Megan Stacy

Those who deride this honor as an award of aspiration are missing the point. It’s not about what Obama hopes or intends to do; it’s about the hope and intention he inspires in others. It’s about changing the way people see the world and what the world can be and what the world can produce. There’s nothing wrong with honoring someone whose eloquence and prominence brought about a November night filled with mass gatherings of happy tears, shouts of glee, and hugs for strangers in the streets of Chicago, Kenyan villages, Indonesian hamlets, and towns across the world that see Barack Obama as a little bit of their own.
Megan Stacy

When I went to nursery school, I remember my mother folding my pancreatic enzymes, mixed with raspberry jam, between soft slices of bread, sparing me the long walk to the office for my medicine. I also remember three-hour car rides with my parents to spend 15 minutes with the most innovative doctors, crowded waiting rooms and watching a frustrated receptionist search for a translator to explain to an immigrant father that his son’s pulmonary function test might not be covered by his minimal insurance policy. By the age of six, I had a sense for health care in America.
Kevin Hilke
We have a president, and irony of ironies a black one, who has been convinced that manning up on the defining civil rights issue of our age will get him evicted from the White House. Whether or not this prediction is a good one is irrelevant. Manning up is what Barack Obama was elected for. This is the job, however shabbily done by others, so he can shit or get off the pot. The longer he sits there perched without moving his bowels, the stronger the miasmic stench of his equivocating rhetoric, and the stronger his signal to Americans that with respect to gay rights, nothing has changed.
Daniel Roth

Last week, a research team from Stanford University School of Medicine and the Veterans Affairs Palo Alto Health Care System published an essay in the New England Journal of Medicine suggesting that new drugs be labeled not only with what we know about them (which they now are), but also with an accounting of what we don’t know.
The Stanford researchers’ effort to clarify the ambiguity surrounding the comparative effectiveness of recently approved drugs is laudable. But their proposal that the FDA begin labeling drugs with measures of this comparative effectiveness both ignores the realities of how pharmaceutical innovation happens today and endorses a flawed decisionmaking model that could foster false security in patients and undermine their medical caregivers—the professionals who are trained to help each particular patient discriminate among drugs of the same class in a way a label cannot. Doctors can and do disagree about what constitutes a statistically significant difference between two drugs. Giving patients a nudge in the direction of involving themselves in that decision—and the confidence to do so—without properly equipping them to make informed decisions will diminish rather than improve the overall quality of patient care.
Kevin Hilke

Shortly after Caroline Kennedy withdrew her name from consideration for the vacancy in the U.S. Senate created by Sen. Hillary Clinton’s resignation, Nate Silver published a brief and provocative piece entitled “Did Caroline Ever Really Want It?” in which he analyzes Kennedy’s withdrawal in a simple and radical way: as though she were a person.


» **WHAT YOU SHOULD DO**:
Scan the records for the word "trade". Report each line where it occurs.

☆ ☆ ☆ ☆ ☆

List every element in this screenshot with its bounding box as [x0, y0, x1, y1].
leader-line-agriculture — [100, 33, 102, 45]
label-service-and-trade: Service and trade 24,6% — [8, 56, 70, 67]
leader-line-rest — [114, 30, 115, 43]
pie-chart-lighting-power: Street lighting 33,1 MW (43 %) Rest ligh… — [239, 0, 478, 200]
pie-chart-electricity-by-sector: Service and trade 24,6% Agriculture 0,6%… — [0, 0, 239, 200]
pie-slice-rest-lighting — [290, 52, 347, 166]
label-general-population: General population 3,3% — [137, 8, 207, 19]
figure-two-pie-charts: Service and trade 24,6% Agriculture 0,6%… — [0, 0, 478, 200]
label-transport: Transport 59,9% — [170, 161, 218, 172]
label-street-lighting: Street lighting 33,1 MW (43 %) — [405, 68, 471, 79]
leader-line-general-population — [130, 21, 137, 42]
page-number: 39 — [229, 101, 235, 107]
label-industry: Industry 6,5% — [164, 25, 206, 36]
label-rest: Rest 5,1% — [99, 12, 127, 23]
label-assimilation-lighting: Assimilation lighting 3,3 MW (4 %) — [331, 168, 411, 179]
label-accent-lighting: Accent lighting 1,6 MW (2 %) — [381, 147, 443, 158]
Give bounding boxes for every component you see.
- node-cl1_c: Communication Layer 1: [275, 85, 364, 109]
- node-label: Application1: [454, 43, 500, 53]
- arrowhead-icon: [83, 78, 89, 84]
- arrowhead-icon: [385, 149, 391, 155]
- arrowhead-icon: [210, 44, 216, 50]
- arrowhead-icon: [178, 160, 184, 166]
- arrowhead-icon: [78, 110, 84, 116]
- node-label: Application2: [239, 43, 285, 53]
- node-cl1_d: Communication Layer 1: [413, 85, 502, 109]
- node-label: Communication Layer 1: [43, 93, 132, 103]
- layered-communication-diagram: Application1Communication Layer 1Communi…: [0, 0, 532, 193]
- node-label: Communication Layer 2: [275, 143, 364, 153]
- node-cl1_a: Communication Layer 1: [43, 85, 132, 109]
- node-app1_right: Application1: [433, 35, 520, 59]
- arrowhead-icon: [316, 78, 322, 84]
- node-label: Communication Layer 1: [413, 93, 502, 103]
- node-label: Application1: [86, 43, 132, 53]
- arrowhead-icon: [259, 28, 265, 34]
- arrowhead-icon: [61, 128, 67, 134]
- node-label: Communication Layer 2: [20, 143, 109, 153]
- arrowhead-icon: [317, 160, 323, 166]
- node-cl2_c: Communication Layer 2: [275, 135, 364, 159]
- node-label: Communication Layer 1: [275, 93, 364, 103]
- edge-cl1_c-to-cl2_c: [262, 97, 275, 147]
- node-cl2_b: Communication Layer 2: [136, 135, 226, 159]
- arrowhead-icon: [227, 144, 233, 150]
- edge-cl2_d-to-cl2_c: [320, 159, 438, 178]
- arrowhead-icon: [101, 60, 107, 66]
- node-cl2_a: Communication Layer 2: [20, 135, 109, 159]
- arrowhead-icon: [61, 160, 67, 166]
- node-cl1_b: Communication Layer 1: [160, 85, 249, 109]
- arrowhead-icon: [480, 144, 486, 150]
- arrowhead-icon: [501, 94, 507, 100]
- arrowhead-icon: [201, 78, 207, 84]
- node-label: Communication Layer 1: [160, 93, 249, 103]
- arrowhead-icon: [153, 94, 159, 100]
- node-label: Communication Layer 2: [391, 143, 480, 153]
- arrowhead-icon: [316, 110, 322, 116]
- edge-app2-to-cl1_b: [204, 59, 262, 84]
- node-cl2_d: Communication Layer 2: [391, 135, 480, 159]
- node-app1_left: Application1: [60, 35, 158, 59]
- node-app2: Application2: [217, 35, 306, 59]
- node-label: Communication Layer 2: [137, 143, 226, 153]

☆ ☆ ☆ ☆ ☆

» **ANSWER TO THIS PROBLEM**:
label-service-and-trade: Service and trade 24,6% — [8, 56, 70, 67]
pie-chart-electricity-by-sector: Service and trade 24,6% Agriculture 0,6%… — [0, 0, 239, 200]
figure-two-pie-charts: Service and trade 24,6% Agriculture 0,6%… — [0, 0, 478, 200]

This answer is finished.